I wonder if I once told you about using ZAP in grid cursors. They are part of a technique called "safe select".
Maybe you got it from
where Andy Kramek coined the term, perhaps, he's also using the alias name "junk" for a temporry cursor. This technique is meant to use, if your grid recordsource is an SQL query. And you repeatedly need to requery with different parameters or where clause. You always just zap a grid cursor, never a DBF, for the safety reasons and concerns MarK points out from Tamar Granors Hacker's Guide.
You artificially make up the situation by using a query to fill your BINILI alias from itself. Well, that's pointing out you actually don't need this. The safe select situation is doing these steps:
1. Create a grid cursor, Andy Kramek showcases this as creation of such a cursor
Code:
*** Create the working cursor
SELECT * FROM account WHERE 0 = 1 INTO CURSOR curacct READWRITE
2. Whenever other data should be listed, query that into cursor junk, ZAP in curacct and APPEND FROM DBF('junk').

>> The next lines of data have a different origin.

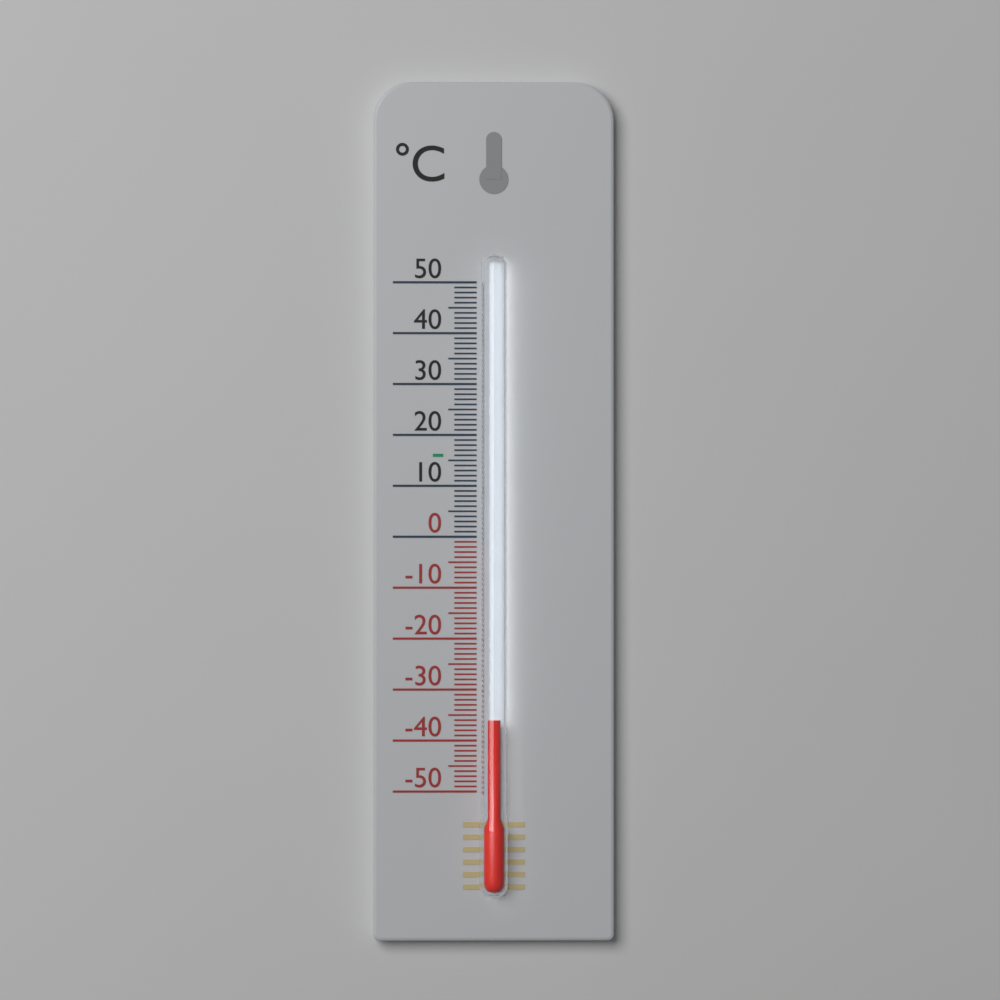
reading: -36 °C
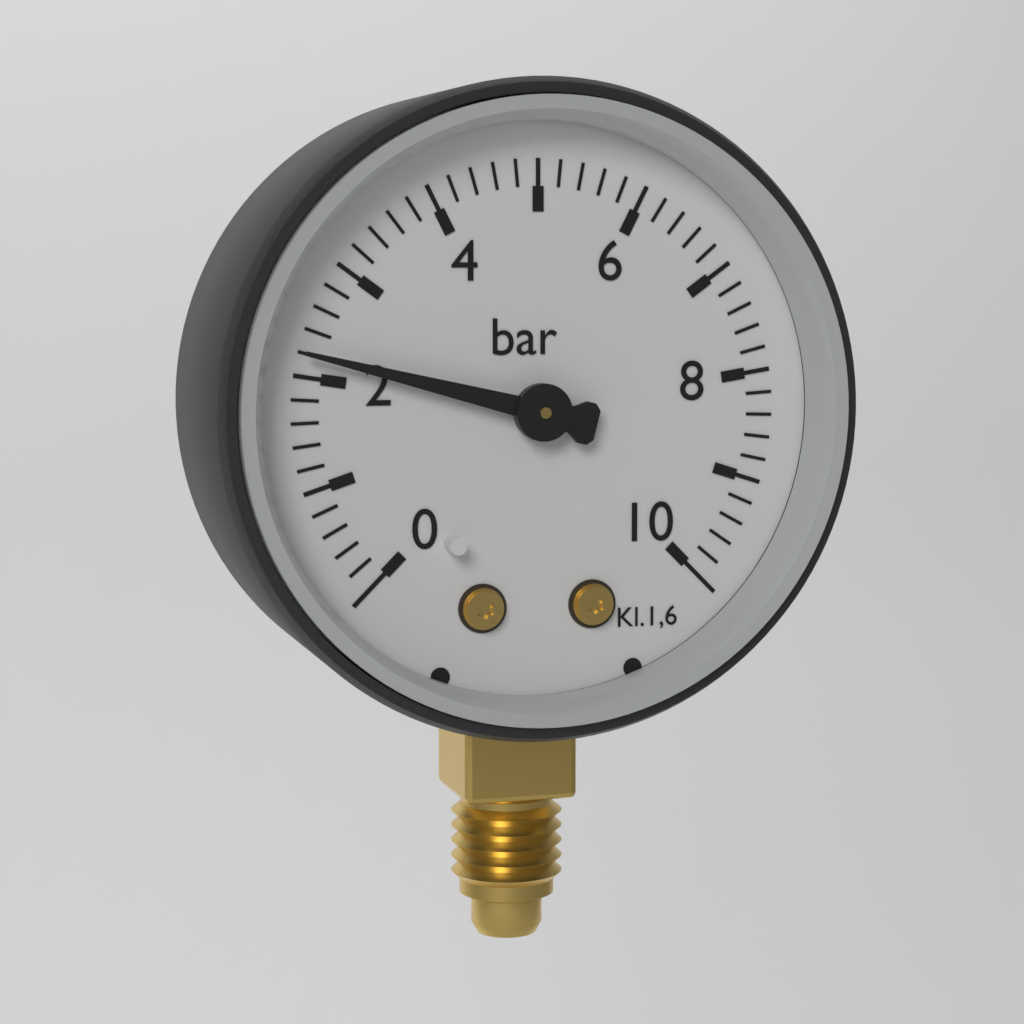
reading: 2.2 bar
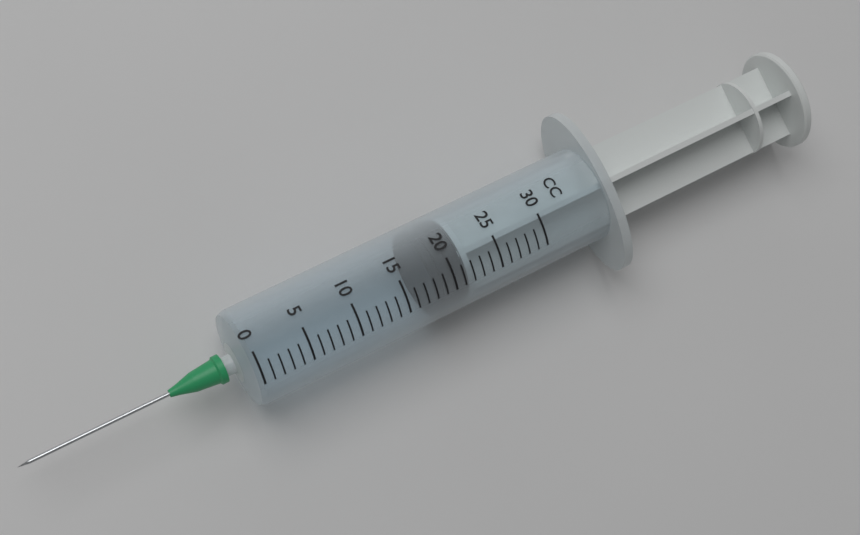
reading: 18 cc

The aim here is to show a list of accounts, and the UI allows users to filter for account in different ways, which could be done with further queries in the same structure, just with other where clauses than 0=1, which is in short meaning .f., so the initial curacct cursor is empty. Every future list has other filter criteria and always stems from the same type of query from all data in account.dbf, but doing this directly again
INTO CURSOR curacct would cause the grid to lose its structure. So you select into a temporary junk cursor, zap the grid cursor and append the new result to scrap it afterwards. But also you depend on a query, as one list miight be all "meyer" accounts and the next all with a certain minimum amount in their depot. The lists change arbitrarily, the source of data always is account.dbf and the previous list is not needed anymore.
In your situation, you also start with an empty list. But you don't query different lists of products with varying where clauses, do you? You know every barcode scan or every pick of a user in an online shop to put something into the items list will add one single record to the already existing list, or up the qty by one. So in your situation you don't change from say select * from products where barcodde=x to select * from products where barcodde=y, you just add the one record of the barcode to your already existing list. And the easiest way to do this is start with an empty grid cursor you createe by a CREATE CURSOR statement and then insert into it and delete from it as you go, but you never reselect it, you don't even initially select data into it. Heere you don't even need an SQL query like I gave with where barcode=x, you can just SEEK x to go to the product with a certain barcode and then insert into curitems from fields of the product table.
This situation doesn't require safe select, it's over the top for this and it's nonsensical as you use the grid cursor as the source of the data for the grid cursor, you already have the grid cursor and all its data, you just need to either change qty, if it drops to 0 delete the record and if a record with the scanned barcode doesn't exist yet (the regular case, indeed) insert it. You always only have operations on one record, you don't ever pick a completely different list of source data. That's where you are safe by never needing to recreate the grid cursor, once it is created, it is only modified and stays the same file, the same dbf file or the same tmp file. See the section in Andy Krameks blogpost where he demonstrates the tmp file name of the cursor with the same alias name changes, which is the core reason the grid misbehaves and you need this technique. Where that's not the case you also don't need safe select.